The weather in Germany is frequently rainy. Citizens seem to embrace this, as dismal as it is. Perhaps they’ve all chosen to remain here because the grey skies give them something to be displeased about. (Complaining is a national pasttime.) (Hmm, come to think of it, I’d fit right in.)
Yet for six weeks over the summer, there was no rain. The dry spell did not affect the vegetation, so far as I can see — the countryside is as lush and green as pond water downstream from the phosphate factory — but the rivers have shrunk appreciably.
Now the Rhine has an extra 20 feet of shore on each side, revealing about a zillion clamshells and a few discarded tires. Not far from the eastern bank stands the Dom, the Köln Cathedral, imposing like a nun at the back of a grade-school classroom, ruler in hand, veil not quite hiding the dark scowl. The huge church is oppressive in spite of its coating of thousand-year-old grime.
Rhine Stones
I never pass an opportunity to stack river stones into sculpture — order from chaos, balance in defiance of gravity, art using raw materials from nature. (Yes, I’m a fan of Andy Goldsworthy.) Faintly visible in the background are two gondola cars from the Kölner Seilbahn.
Urban Recycling
The modernization of the German steel industry has orphaned a number of steelworks. We visited one that has been uniquely repurposed as a tourist attraction, Landschaftspark Duisburg-Nord. An artist (Jonathan Park) was commissioned to create a permananent installation of primary-colored lights, which at night transform this enormous, hundred-year-old industrial blight into surreal beauty.

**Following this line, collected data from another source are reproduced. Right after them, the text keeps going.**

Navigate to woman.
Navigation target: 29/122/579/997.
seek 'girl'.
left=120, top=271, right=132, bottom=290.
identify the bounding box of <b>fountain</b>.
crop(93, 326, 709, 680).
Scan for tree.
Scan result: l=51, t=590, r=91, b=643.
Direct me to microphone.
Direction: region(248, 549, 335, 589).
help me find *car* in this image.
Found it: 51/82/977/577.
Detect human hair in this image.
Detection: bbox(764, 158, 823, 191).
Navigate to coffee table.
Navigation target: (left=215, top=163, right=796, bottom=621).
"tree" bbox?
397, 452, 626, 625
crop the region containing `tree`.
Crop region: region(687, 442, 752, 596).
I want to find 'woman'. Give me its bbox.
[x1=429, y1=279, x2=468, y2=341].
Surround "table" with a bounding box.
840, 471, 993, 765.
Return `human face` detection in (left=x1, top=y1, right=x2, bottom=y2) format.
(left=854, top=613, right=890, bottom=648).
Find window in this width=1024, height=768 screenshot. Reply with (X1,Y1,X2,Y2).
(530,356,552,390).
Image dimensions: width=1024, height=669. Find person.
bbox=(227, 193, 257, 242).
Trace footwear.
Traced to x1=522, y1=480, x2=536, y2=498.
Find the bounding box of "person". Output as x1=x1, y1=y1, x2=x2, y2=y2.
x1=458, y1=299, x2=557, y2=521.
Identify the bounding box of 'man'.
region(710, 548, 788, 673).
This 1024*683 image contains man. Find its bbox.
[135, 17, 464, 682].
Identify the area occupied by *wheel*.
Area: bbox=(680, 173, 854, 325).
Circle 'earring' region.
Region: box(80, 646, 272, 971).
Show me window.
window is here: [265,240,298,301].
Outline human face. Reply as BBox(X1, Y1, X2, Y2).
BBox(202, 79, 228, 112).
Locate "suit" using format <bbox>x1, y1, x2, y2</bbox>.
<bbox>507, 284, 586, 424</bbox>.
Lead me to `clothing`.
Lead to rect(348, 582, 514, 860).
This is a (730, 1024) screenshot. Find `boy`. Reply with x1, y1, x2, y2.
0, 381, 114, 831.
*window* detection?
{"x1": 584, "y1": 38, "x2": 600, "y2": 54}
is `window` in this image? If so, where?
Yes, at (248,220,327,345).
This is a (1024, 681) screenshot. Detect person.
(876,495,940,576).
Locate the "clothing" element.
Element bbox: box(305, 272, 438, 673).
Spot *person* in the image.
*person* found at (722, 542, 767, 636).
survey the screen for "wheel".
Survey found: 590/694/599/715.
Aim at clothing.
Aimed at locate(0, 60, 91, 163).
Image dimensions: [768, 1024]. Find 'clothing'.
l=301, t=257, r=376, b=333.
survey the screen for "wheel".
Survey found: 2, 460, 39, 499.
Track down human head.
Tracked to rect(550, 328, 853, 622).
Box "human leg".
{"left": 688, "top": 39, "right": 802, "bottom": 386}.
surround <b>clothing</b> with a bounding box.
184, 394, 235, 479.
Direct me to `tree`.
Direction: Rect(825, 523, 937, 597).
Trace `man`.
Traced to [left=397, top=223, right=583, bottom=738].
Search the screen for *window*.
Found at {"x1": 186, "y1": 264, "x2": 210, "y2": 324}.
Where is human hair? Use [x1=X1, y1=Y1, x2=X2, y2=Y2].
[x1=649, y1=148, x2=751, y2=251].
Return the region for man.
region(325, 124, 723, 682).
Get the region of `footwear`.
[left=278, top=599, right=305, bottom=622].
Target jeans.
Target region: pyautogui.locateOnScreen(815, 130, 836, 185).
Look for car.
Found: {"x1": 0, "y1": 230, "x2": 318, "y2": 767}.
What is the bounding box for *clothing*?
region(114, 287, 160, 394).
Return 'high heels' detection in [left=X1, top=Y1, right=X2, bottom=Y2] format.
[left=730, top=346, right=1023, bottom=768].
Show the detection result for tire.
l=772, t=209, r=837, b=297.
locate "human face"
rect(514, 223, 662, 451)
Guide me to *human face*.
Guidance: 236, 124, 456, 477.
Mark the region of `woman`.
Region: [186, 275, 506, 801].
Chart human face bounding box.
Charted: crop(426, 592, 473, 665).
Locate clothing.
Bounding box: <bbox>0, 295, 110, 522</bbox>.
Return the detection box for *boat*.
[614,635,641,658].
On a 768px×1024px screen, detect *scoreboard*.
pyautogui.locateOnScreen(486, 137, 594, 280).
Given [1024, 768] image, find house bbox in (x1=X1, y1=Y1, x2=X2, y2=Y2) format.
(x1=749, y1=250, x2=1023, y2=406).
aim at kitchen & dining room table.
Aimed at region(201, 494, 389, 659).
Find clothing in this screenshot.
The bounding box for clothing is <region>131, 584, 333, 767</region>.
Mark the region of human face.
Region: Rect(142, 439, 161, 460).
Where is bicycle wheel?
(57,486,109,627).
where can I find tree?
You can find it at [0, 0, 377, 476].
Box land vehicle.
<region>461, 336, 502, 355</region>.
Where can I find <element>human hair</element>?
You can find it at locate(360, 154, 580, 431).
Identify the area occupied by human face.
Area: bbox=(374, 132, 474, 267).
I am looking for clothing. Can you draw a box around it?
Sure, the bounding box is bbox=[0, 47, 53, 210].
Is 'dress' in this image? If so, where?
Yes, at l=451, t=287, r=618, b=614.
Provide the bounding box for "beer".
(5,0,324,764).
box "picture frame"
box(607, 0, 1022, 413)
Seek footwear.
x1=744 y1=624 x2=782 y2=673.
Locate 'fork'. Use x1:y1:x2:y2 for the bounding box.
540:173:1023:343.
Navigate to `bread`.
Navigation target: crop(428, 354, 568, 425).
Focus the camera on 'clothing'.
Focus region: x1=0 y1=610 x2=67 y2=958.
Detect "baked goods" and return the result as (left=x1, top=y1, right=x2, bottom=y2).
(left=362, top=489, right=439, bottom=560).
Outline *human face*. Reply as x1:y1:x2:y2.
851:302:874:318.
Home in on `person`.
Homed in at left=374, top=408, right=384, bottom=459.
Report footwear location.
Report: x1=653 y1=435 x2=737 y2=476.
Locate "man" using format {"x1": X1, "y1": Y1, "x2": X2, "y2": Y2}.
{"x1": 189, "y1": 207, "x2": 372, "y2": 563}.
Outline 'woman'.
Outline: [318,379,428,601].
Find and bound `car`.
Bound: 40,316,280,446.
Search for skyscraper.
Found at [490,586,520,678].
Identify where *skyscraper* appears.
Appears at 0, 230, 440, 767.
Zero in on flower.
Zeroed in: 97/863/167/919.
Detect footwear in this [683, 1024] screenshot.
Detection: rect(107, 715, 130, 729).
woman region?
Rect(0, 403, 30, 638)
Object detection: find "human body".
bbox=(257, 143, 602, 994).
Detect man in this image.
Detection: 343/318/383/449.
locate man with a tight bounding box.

This is an exhibition that would last about 24 hrs in America, because that’s how long it would take a visitor to fall down one of the poorly-lit metal staircases and sue the park owners into bankruptcy. The passages and stairs have to be dark, or else the effect of the colored lights would be lost. The Germans pick their way through carefully in spite of the danger, and the exhibit is much better for it.
Not pictured, but equally impressive as an example of urban recycling is the ~80 foot tall Gasometer (storage tank) on the premises. It was scrubbed clean, filled with water, and is now the classroom for a scuba diving school.
Rotweinwanderweg
The Ahr Valley is home to a number of small picturesque villages and a greater number of wineries. The towns, and the train connecting them, fill the valley. Climbing the steep hillsides are row after row of grape vines.
The “red wine hiking trail” runs along the ridgetop. Every few kilometers, a side trail descends to a town, which offers regional fried specialties in any number of charming restaurants.
The trail is not a loop, but the train in the valley makes one-way hikes easy. We hiked up the valley for two or three hours, stopped for lunch, hiked on to the next town, and then rode the train back to our car.
In the town of Altenahr we passed the local Metzgerei. The logo leaves little question about what happens inside.